Young filmmakers have always been the most neglected within the film industry because the short film format is a fragile and ephemeral one. While some consider that short films are only a step at some point in their careers, the truth is for some, directing a feature-length film was never one of their creative ambitions. And this is fine. Some ideas require emancipation from the pressure of the market and aesthetic autonomy. Others don’t even need the entire division of labor production mould or conventional storytelling devices. Shorts are prone to revolt, disrupt, or re-arrange the apparatus-based art of filmmaking, challenging the beaten track of conventions and thus making innovation and advance of the medium possible. While rewarding, this freeform comes with a precarious situation. When it comes to distribution, short films are one of the most reliant on the festival circuit, having limited possibilities for exhibition. Most of them disappear after they have ended their distribution cycle in response to the demands of premiere statuses and only a few resurface in retrospectives or television broadcasting. In this context of temporality, when selecting the films from an abundance of options, the commitment to relevance prevails, even if it is not always precisely displayed in major or activist themes.
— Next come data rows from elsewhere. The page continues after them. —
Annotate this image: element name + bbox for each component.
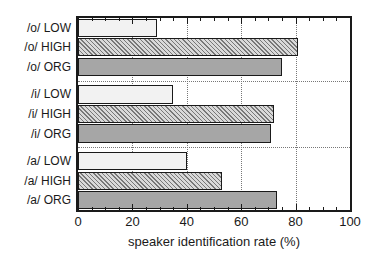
category-label-o-org: /o/ ORG (0, 61, 71, 73)
x-tick-label-80: 80 (288, 215, 302, 228)
tick-bottom-5 (92, 207, 93, 210)
bar-a-low (78, 152, 187, 170)
tick-bottom-70 (268, 207, 269, 210)
tick-bottom-95 (336, 207, 337, 210)
tick-top-90 (323, 18, 324, 21)
tick-top-45 (200, 18, 201, 21)
tick-top-70 (268, 18, 269, 21)
tick-top-65 (255, 18, 256, 21)
tick-top-85 (309, 18, 310, 21)
tick-top-95 (336, 18, 337, 21)
tick-top-55 (228, 18, 229, 21)
bar-a-high (78, 172, 222, 190)
bar-o-high (78, 38, 298, 56)
group-separator-2 (78, 147, 350, 148)
tick-bottom-45 (200, 207, 201, 210)
tick-bottom-90 (323, 207, 324, 210)
category-label-a-org: /a/ ORG (0, 194, 71, 206)
tick-bottom-55 (228, 207, 229, 210)
tick-top-75 (282, 18, 283, 21)
tick-top-35 (173, 18, 174, 21)
x-tick-label-0: 0 (74, 215, 81, 228)
x-tick-label-100: 100 (339, 215, 361, 228)
tick-top-5 (92, 18, 93, 21)
tick-bottom-0 (78, 204, 79, 210)
category-label-i-high: /i/ HIGH (0, 108, 71, 120)
x-tick-label-40: 40 (180, 215, 194, 228)
tick-bottom-35 (173, 207, 174, 210)
tick-top-60 (241, 18, 242, 24)
tick-bottom-75 (282, 207, 283, 210)
tick-bottom-40 (187, 204, 188, 210)
category-label-o-low: /o/ LOW (0, 22, 71, 34)
plot-area (76, 16, 352, 212)
tick-top-20 (132, 18, 133, 24)
plot-inner (78, 18, 350, 210)
tick-bottom-15 (119, 207, 120, 210)
tick-bottom-10 (105, 207, 106, 210)
tick-top-15 (119, 18, 120, 21)
bar-i-low (78, 85, 173, 103)
category-label-i-low: /i/ LOW (0, 88, 71, 100)
bar-i-high (78, 105, 274, 123)
x-tick-label-60: 60 (234, 215, 248, 228)
bar-a-org (78, 191, 277, 209)
tick-top-30 (160, 18, 161, 21)
category-label-i-org: /i/ ORG (0, 128, 71, 140)
category-label-o-high: /o/ HIGH (0, 41, 71, 53)
tick-bottom-80 (296, 204, 297, 210)
tick-top-25 (146, 18, 147, 21)
x-tick-label-20: 20 (125, 215, 139, 228)
tick-top-100 (350, 18, 351, 24)
tick-top-80 (296, 18, 297, 24)
tick-bottom-60 (241, 204, 242, 210)
bar-o-org (78, 58, 282, 76)
bar-o-low (78, 19, 157, 37)
tick-top-10 (105, 18, 106, 21)
tick-top-50 (214, 18, 215, 21)
category-label-a-high: /a/ HIGH (0, 175, 71, 187)
tick-bottom-50 (214, 207, 215, 210)
tick-bottom-20 (132, 204, 133, 210)
x-axis-title: speaker identification rate (%) (76, 235, 352, 248)
group-separator-1 (78, 81, 350, 82)
tick-bottom-85 (309, 207, 310, 210)
tick-top-0 (78, 18, 79, 24)
category-label-a-low: /a/ LOW (0, 155, 71, 167)
bar-i-org (78, 124, 271, 142)
tick-bottom-65 (255, 207, 256, 210)
tick-top-40 (187, 18, 188, 24)
tick-bottom-30 (160, 207, 161, 210)
tick-bottom-25 (146, 207, 147, 210)
tick-bottom-100 (350, 204, 351, 210)
bar-chart-figure: /o/ LOW/o/ HIGH/o/ ORG/i/ LOW/i/ HIGH/i/… (0, 0, 385, 263)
From an artistic standpoint, the Official Section immerses us in sovereign worlds that convey a humanist gaze on reality. Even if we can’t escape our idiosyncrasies, the program confronts us with different styles, moods, genres, and origins, resonating and leaving a mark in the spectators’ minds. In a contemporary world of frontiers and walls, of permanent divisions and categories, the Las Palmas Official Section delivers a creative motor of a program, dissolving the borders of separation. Some films rupture the narrative flow and formal conventions to suggest a world of signification not directly invoked in the frames. Other directors reverberate to nature and the relationship with our surroundings, using cinema as an epistemological tool to make sense of the world. A program to explore the transformative possibilities of short cinema at its fullest.